Planned Obsolescence is Crippling Me

Every girl loves shoes, right?

We’re stereotypically obsessed by them. All girls allegedly want to be Imelda Marcoss when we grow up.

Not me.

I’m apparently one of those rare women who want shoes that work and last. Looking pretty is icing on the cake. I’m going to spend all day in these suckers and I do not want pinched toes or sharp decorative bits or heels that make my trick ankles go off - resulting in a foot turned suddenly and painfully to the side.

The sole of one’s foot should be parallel with the ground, not perpendicular. Especially when one is in motion.

You have no idea how hard it is to find a ladies’ shoe that fits the following criteria: hard-wearing, flat-heeled, having a decent tread, long-lasting and comfortable.

I swear there’s someone in the ladies’ shoe industry who’s completely misogynistic and has decreed by law that all ladies’ shoes should hurt women in some way.

I thought I had found an ideal sandal in Colorado. It looked okay, it had a decent tread on the sole. It was not balanced on a tiny little spike of a heel and it had lovely cork padding to comfort my aching feet as I ran around doing things.

It had a plastic sole, but I thought I could deal with that.

I obviously thought wrong.

Fast forward two and a half years, and my weight and compounded abuses have compressed the cork quite a bit. Once summer rolls around, I wear these shoes goddamn everywhere. I run in them. I shop in them. I walk around and do all the ordinary things in them. I have them to the point where they almost put themselves on.

And that’s the point where a hidden design flaw started to injure me.

See, plastic soles don’t naturally mesh with anything. you have to have surface area so whatever you’re gluing them to stays glued. Which usually means the “inside” surface of your plastic sole has a big, rigid + across the heel.

Fine when it’s new.

When the shoe gets old, the distance between the centre of that “plus” and the customer’s heel gets shorter. It starts to directly effect the foot.

In my case, I now have bone bruises on my heels because of something that’s designed to fail.

Oh, don’t get me wrong. The sandal still looks great. You can’t see anything wrong with it. The plastic sole still looks just as good now as the day I bought it with the shoe. However, the nice padding between that plastic sole and my good self has worn down in the center, where my heel strikes.

That center is exactly where the “plus” is.

Guess what’s been impacting my heel every time I take a step?

So every time I walk, I injure myself. It’s at the point where it hurts like walking on nails whenever I have to get up.

Anyone who’s never had a bone bruise may be laughing at me now. But let me tell you, they’re as painful as all shit. And they keep being painful. Trust me, you don’t know what you’ve got until it hurts like a stabbing when you sit and rest, and it hurts like a stabbing when you put your weight on it.

And you have to rest the injured area for months. No chance of that, I’m a mum. Mums don’t get to rest.

So now I have another category in my ever-lengthening list of things to avoid when I’m shopping for shoes.

No fucking plastic soles!

They are evil.

Could someone tell my why shoe shopping is supposed to be fun, please?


*YOUR GOAL*: Go through the records and copy each line where the word "concrete" occurs.

---

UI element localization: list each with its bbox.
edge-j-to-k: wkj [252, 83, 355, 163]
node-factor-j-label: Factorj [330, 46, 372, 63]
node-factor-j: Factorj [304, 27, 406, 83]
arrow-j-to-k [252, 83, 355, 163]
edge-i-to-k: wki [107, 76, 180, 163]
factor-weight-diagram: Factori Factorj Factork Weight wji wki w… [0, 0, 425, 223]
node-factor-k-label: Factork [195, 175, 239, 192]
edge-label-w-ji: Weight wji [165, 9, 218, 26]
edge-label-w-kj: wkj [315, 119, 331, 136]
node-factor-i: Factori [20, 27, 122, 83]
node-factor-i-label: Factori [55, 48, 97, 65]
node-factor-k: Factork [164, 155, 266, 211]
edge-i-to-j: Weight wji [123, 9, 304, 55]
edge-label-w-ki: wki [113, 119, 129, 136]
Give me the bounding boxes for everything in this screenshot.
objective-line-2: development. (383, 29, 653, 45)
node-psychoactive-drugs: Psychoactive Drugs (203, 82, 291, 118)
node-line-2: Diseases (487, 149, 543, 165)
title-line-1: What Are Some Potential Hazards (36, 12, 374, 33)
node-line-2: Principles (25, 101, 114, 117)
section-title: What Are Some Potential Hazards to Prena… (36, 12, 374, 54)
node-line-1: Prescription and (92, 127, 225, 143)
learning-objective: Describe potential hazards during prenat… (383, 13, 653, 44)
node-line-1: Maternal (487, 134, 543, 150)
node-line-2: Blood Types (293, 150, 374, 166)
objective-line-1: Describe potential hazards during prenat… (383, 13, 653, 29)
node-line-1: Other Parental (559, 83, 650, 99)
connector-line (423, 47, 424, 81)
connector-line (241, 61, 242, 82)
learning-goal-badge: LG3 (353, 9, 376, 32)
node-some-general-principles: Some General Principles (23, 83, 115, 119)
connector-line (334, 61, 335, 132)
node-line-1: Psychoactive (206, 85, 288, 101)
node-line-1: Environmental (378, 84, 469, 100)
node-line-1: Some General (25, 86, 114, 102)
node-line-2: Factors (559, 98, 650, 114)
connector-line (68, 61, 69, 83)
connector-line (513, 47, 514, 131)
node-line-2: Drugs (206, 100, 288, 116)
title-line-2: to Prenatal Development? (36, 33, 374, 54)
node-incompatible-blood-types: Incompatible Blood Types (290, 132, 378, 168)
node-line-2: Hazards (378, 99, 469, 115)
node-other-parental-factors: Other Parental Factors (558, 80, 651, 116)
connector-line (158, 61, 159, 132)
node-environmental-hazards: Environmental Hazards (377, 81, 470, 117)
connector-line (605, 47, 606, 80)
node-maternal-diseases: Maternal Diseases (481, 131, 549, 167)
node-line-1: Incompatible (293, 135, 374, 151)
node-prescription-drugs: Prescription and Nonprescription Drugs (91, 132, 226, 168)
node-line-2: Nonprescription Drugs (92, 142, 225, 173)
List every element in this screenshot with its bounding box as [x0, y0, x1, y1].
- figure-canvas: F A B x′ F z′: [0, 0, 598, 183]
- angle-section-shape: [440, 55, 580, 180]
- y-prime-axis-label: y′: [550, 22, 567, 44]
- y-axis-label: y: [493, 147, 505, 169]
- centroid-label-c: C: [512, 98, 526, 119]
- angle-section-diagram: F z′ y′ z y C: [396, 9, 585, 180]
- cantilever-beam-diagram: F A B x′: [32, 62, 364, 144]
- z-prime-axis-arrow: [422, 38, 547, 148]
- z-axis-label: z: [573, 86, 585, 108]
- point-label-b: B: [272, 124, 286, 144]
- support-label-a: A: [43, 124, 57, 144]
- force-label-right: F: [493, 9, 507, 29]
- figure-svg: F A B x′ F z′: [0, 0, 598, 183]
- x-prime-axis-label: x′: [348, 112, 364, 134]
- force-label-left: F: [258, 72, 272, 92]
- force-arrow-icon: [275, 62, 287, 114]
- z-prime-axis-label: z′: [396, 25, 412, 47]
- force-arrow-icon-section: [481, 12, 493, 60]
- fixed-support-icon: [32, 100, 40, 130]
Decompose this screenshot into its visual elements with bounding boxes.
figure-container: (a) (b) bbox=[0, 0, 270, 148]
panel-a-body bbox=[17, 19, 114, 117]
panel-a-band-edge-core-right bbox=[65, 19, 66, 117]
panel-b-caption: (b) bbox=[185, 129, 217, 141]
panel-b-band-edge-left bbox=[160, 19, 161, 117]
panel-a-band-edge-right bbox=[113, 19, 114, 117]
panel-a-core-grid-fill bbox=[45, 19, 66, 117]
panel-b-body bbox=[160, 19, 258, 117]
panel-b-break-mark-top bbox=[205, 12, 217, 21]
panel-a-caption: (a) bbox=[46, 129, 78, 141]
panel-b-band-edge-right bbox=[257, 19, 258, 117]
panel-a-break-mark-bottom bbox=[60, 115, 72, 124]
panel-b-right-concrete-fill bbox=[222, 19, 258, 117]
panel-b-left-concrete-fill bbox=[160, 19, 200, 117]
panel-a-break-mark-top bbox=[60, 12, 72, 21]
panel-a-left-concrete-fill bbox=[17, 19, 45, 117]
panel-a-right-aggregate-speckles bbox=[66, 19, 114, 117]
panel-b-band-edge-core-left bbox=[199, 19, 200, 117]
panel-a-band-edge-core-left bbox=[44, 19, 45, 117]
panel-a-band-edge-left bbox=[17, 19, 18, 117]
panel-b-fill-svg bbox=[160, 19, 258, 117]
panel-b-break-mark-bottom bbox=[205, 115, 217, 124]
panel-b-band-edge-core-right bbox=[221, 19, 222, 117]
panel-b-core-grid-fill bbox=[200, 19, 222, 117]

---

*TASK OUTPUT*:
panel-b-right-concrete-fill bbox=[222, 19, 258, 117]
panel-b-left-concrete-fill bbox=[160, 19, 200, 117]
panel-a-left-concrete-fill bbox=[17, 19, 45, 117]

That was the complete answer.